Amazon EC2 powers many workloads on AWS, so it should not come as a surprise that EC2 may account for a larger portion of your costs than some other services. Since EC2 is likely used across a number of workloads, we recommend tracking your costs at a more granular level of detail (such as daily or hourly). This analysis can also be used to track how your pricing models (such as Spot, Savings Plans, Reservations, etc.) are impacting your average unit cost.

EC2 Unit Cost

Sample KPIs: EC2 hourly or daily costs

Value: Understand the EC2 unit cost per subscriber

 

Metric #3: Amazon EC2 Instance Costs

The latest instance generations often provide enhanced computing power and greater cost savings. For that reason, it can be very impactful to identify the EC2 workloads that are running on older instance generations and formulate a plan (and goals) around upgrading to the latest instance generations.
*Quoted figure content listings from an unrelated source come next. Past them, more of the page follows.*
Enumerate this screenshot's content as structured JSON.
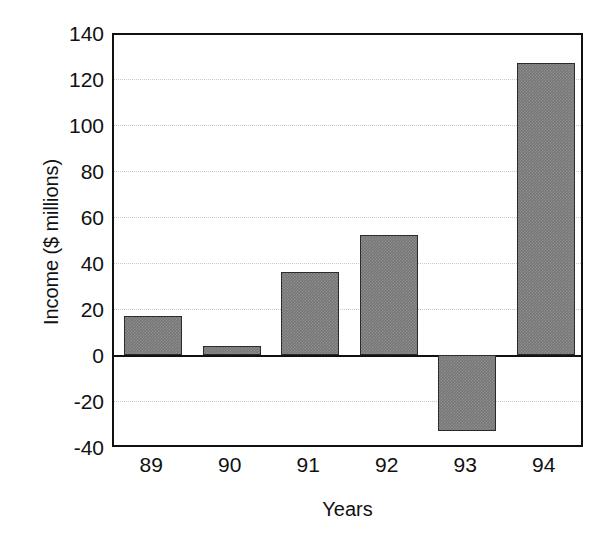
{
  "chart_data": {
    "type": "bar",
    "title": "",
    "xlabel": "Years",
    "ylabel": "Income ($ millions)",
    "categories": [
      "89",
      "90",
      "91",
      "92",
      "93",
      "94"
    ],
    "values": [
      17,
      4,
      36,
      52,
      -33,
      127
    ],
    "series": [
      {
        "name": "Income",
        "values": [
          17,
          4,
          36,
          52,
          -33,
          127
        ]
      }
    ],
    "ylim": [
      -40,
      140
    ],
    "yticks": [
      140,
      120,
      100,
      80,
      60,
      40,
      20,
      0,
      -20,
      -40
    ],
    "ytick_labels": [
      "140",
      "120",
      "100",
      "80",
      "60",
      "40",
      "20",
      "0",
      "-20",
      "-40"
    ],
    "xtick_labels": [
      "89",
      "90",
      "91",
      "92",
      "93",
      "94"
    ],
    "grid": true,
    "grid_axis": "y",
    "grid_style": "dotted",
    "legend": false,
    "legend_position": "none",
    "bar_color": "#767676",
    "bar_edge_color": "#2b2b2b",
    "axis_color": "#111111",
    "grid_color": "#c9c9c9",
    "background_color": "#ffffff",
    "zero_line": 0,
    "annotations": []
  },
  "axes": {
    "y_title": "Income ($ millions)",
    "x_title": "Years"
  }
}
We have also seen customers find success when setting a specific goal for their instance portfolios, such as ensuring that less than 20% of their resource fleet is running on older instance generations.

EC2 Instance Generations

Sample KPIs: Costs by instance type, costs by instance generation

Value: Optimize EC2 cost and usage efficiency

 

Metric #4: Amazon EC2 Usage Coverage

If you are scaling up your usage of AWS, there are a number of pricing models that you can use to achieve greater savings. For your EC2 usage, you can choose from Spot instances, Savings Plans, and Reserved Instances, which serve a variety of different use cases. In each case, we would recommend setting a threshold for how much of your instance fleet you would like to cover. These goals vary by customer, but, if your usage patterns are fairly stable, it may make sense to shoot for something like 15% spot coverage and 50% Savings Plans coverage.

EC2 Pricing Models

The image above shows how your EC2 running unit cost is trending and how your pricing models (Spot, Savings Plans, etc.) impact your average unit cost.
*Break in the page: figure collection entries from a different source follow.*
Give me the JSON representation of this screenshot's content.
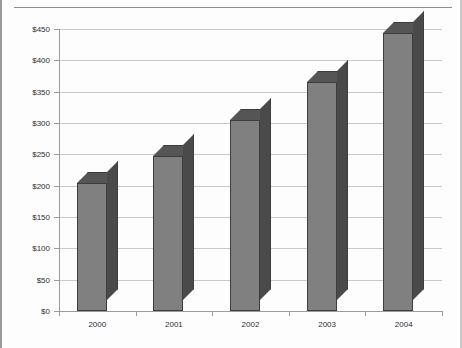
{
  "chart_data": {
    "type": "bar",
    "title": "",
    "title_visible": false,
    "xlabel": "",
    "ylabel": "",
    "categories": [
      "2000",
      "2001",
      "2002",
      "2003",
      "2004"
    ],
    "values": [
      205,
      248,
      305,
      365,
      443
    ],
    "ylim": [
      0,
      450
    ],
    "ytick_values": [
      0,
      50,
      100,
      150,
      200,
      250,
      300,
      350,
      400,
      450
    ],
    "ytick_labels": [
      "$0",
      "$50",
      "$100",
      "$150",
      "$200",
      "$250",
      "$300",
      "$350",
      "$400",
      "$450"
    ],
    "grid": true,
    "legend": false,
    "series": [
      {
        "name": "",
        "values": [
          205,
          248,
          305,
          365,
          443
        ]
      }
    ],
    "style": {
      "bar_front_color": "#808080",
      "bar_top_color": "#555555",
      "bar_side_color": "#4a4a4a",
      "bar_outline_color": "#3d3d3d",
      "gridline_color": "#c9c9c9",
      "axis_color": "#9b9b9b",
      "plot_background": "#fdfdfd",
      "text_color": "#2f2f2f",
      "three_d": true
    }
  }
}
Sample KPIs: Cost by purchase option, purchase option coverage

Value: Optimize your cost savings by leveraging pricing models

 

Metric #5: Amazon S3 Costs by Storage Class

Amazon S3 is another service that you probably are using a lot of – but did you know that S3 has a ton of built-in functionality to help you optimize your costs? Similar to EC2, you can review the various storage classes that your organization is using and configure policies to influence them. For example, you can configure that all S3 buckets within Application InnovationProject follow the CostSavings lifecycle policy, ensuring that you aren’t incurring unplanned costs.

S3 Storage Classes

Sample KPIs: Cost by storage class, storage class breakdown by workload

Value: Automate cost savings using lifecycle policies

 

Conclusion

Once you’ve configured a dashboard of your very own with your own take on the metrics outlined above, you’re probably wondering: what comes next? Well, there are a number of places you can go, but here’s what we recommend looking into next for building your next set of KPIs:

Cost- and usage-based KPIs are a great start for enterprise-wide reporting and allow you to set KPIs that span across all areas of a business. A popular KPI across customers is setting a target coverage % for Reserved Instances and Savings Plans such as 50% coverage.

Value-based KPIs unite your business value drivers with AWS metrics to create KPIs you can track against your business priorities. Many customers create a value-based KPI for EC2 unit cost to show their average unit cost per business activity (typically, by application or subscriber).

Stay tuned for additional metrics in the next post in this metrics series!

 

Erin Carlson

Erin Carlson

Erin leads a team of designers who are laser-focused on enhancing the experience of accessing, analyzing, and optimizing AWS costs and usage. She also works with customers and field teams worldwide to provide product training and guidance around best practices for using the AWS Cost Management product portfolio. Erin was the Product Marketing Manager who first developed and oversaw the AWS Cost Management brand.

Alee Whitman

Alee Whitman

Alee is a Commercial Architect who helps AWS customers all over world to connect the dots across their Finance, IT, and business teams via custom cost management solutions.